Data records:
....
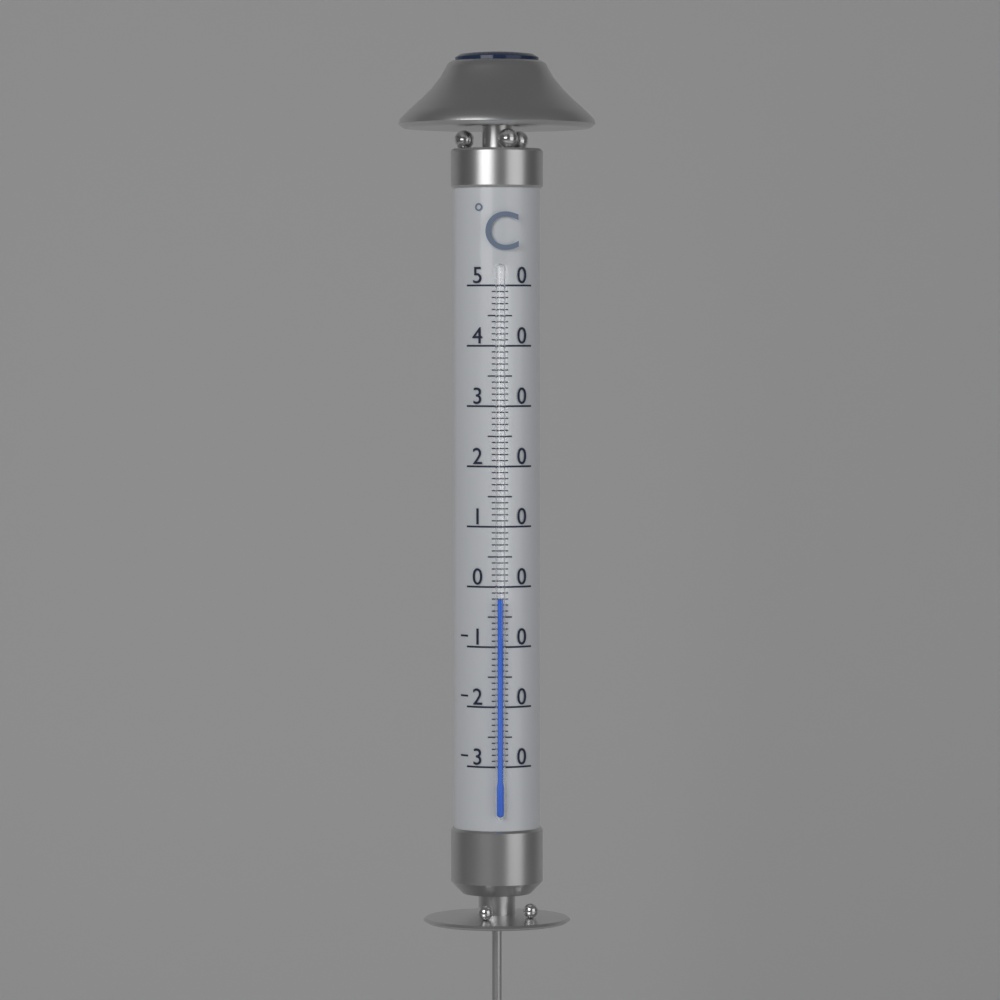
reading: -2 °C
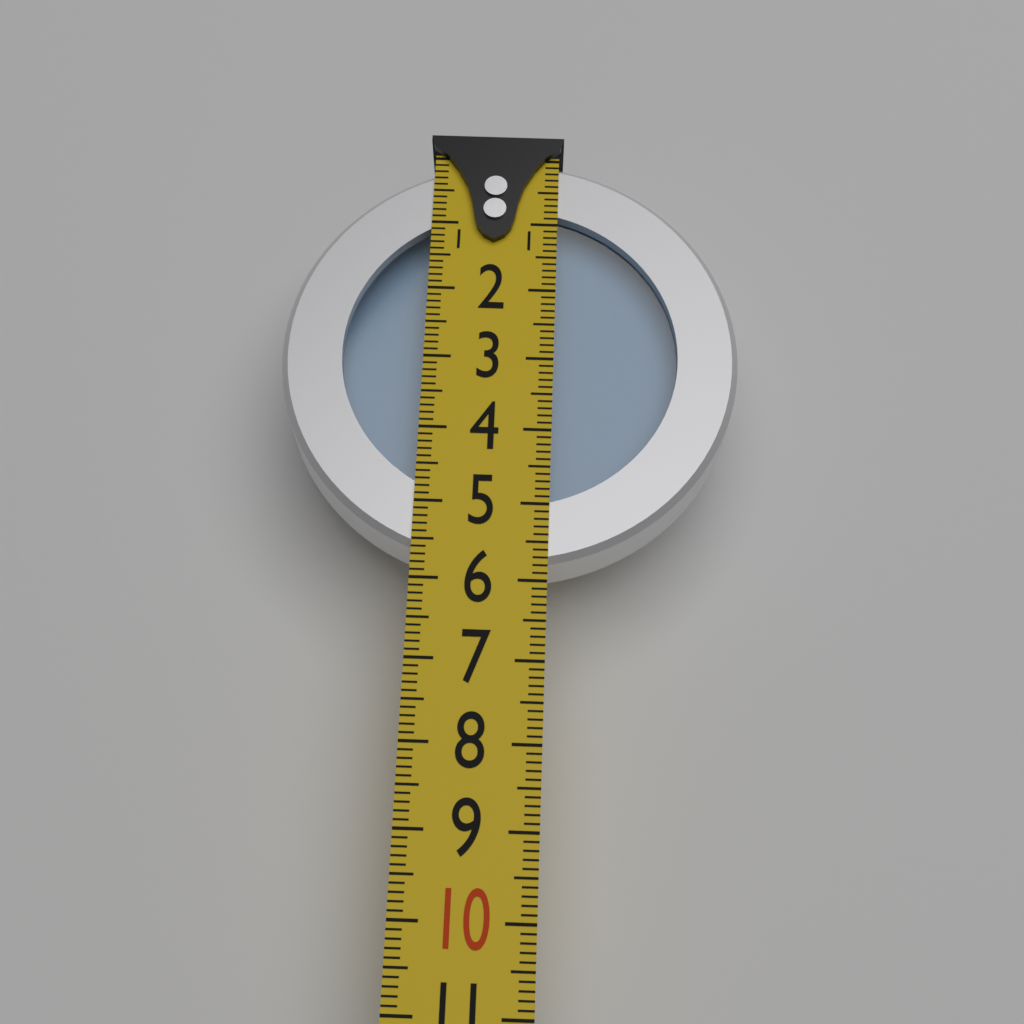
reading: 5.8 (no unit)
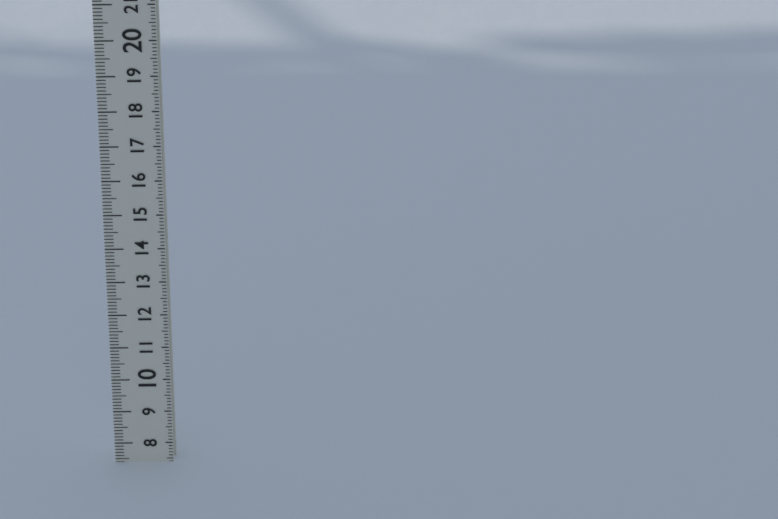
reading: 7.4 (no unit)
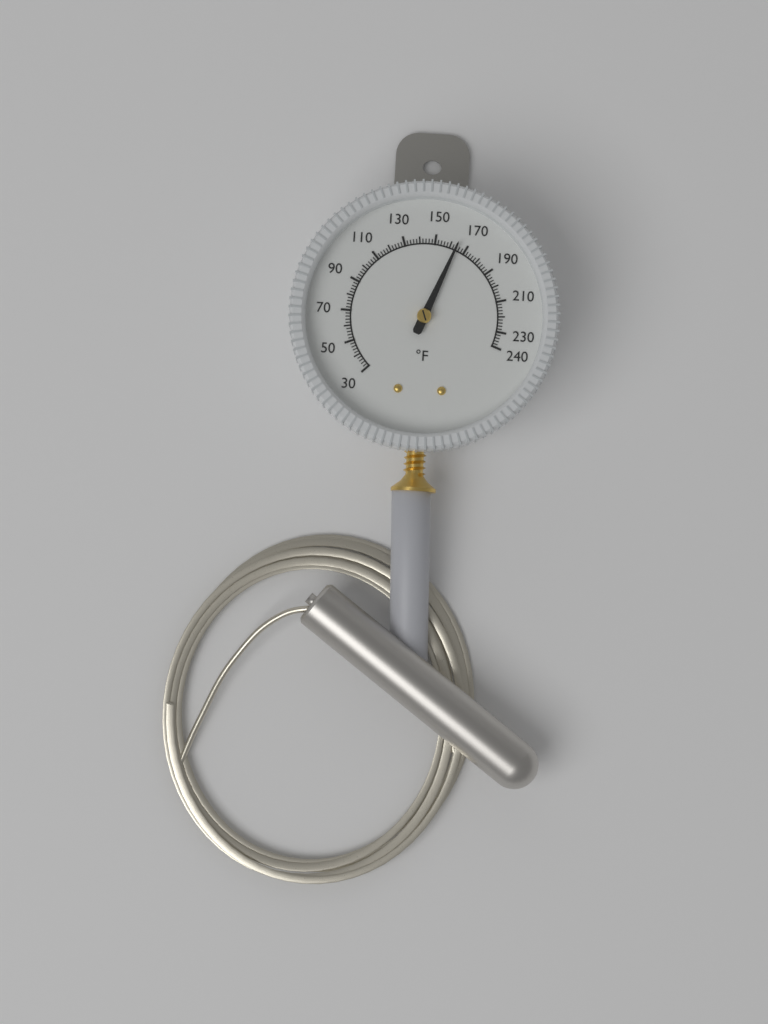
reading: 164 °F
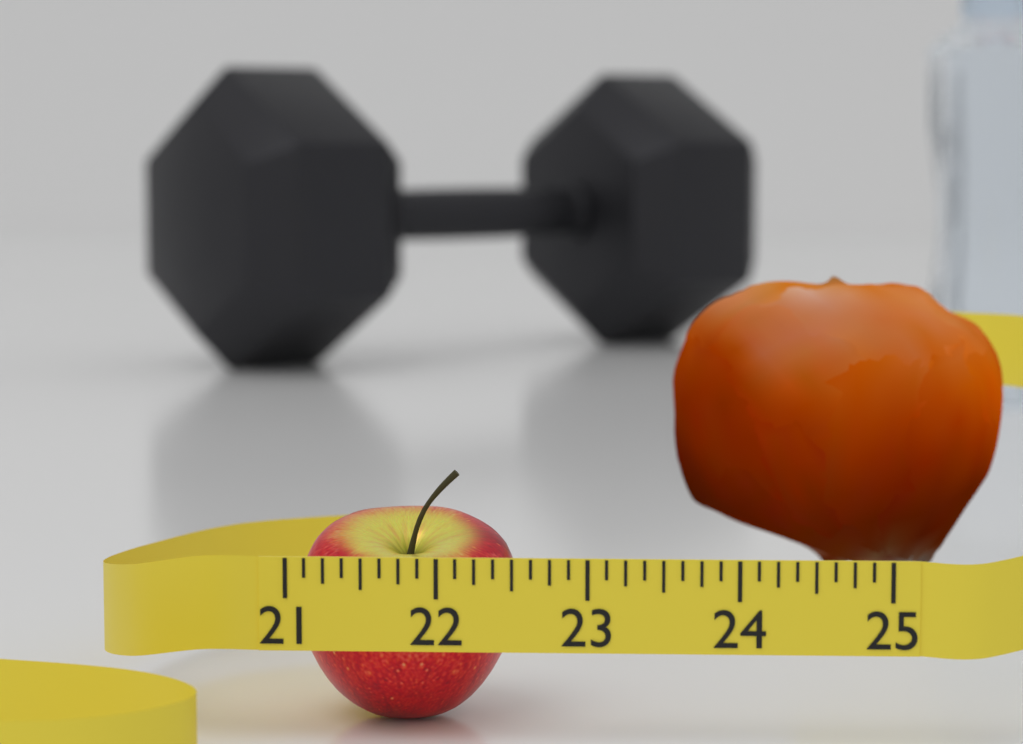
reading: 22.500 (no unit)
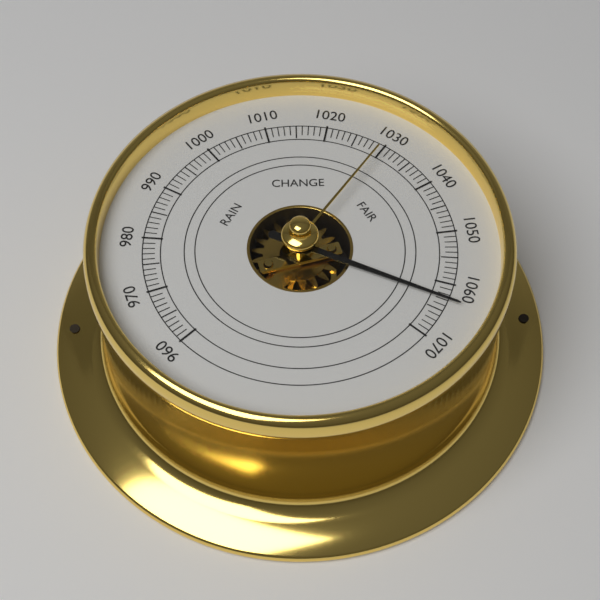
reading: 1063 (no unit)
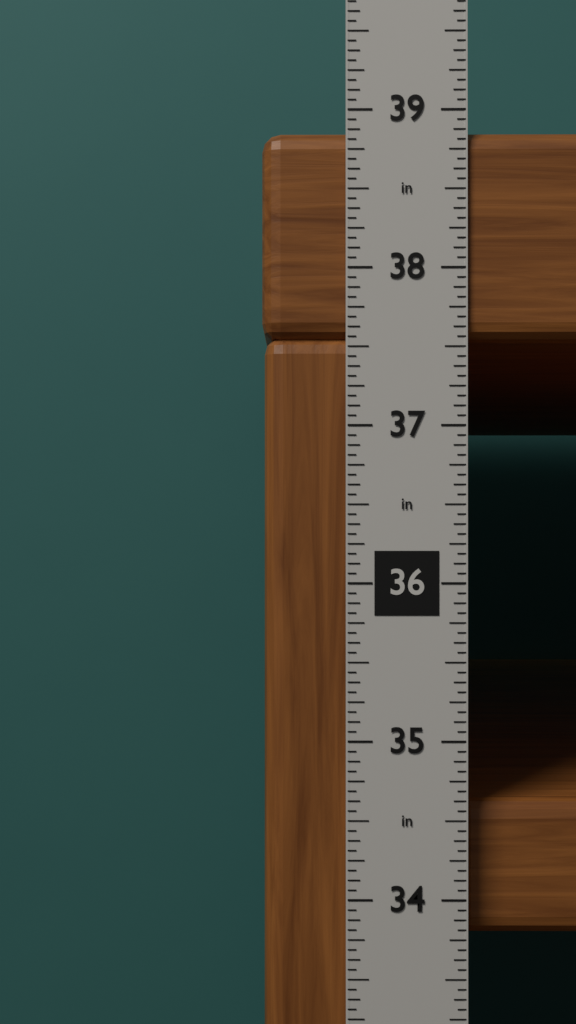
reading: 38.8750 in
....
● What the task asks
Restate the data above verbatim, skipping every image.

● The completed task
reading: -2 °C
reading: 5.8 (no unit)
reading: 7.4 (no unit)
reading: 164 °F
reading: 22.500 (no unit)
reading: 1063 (no unit)
reading: 38.8750 in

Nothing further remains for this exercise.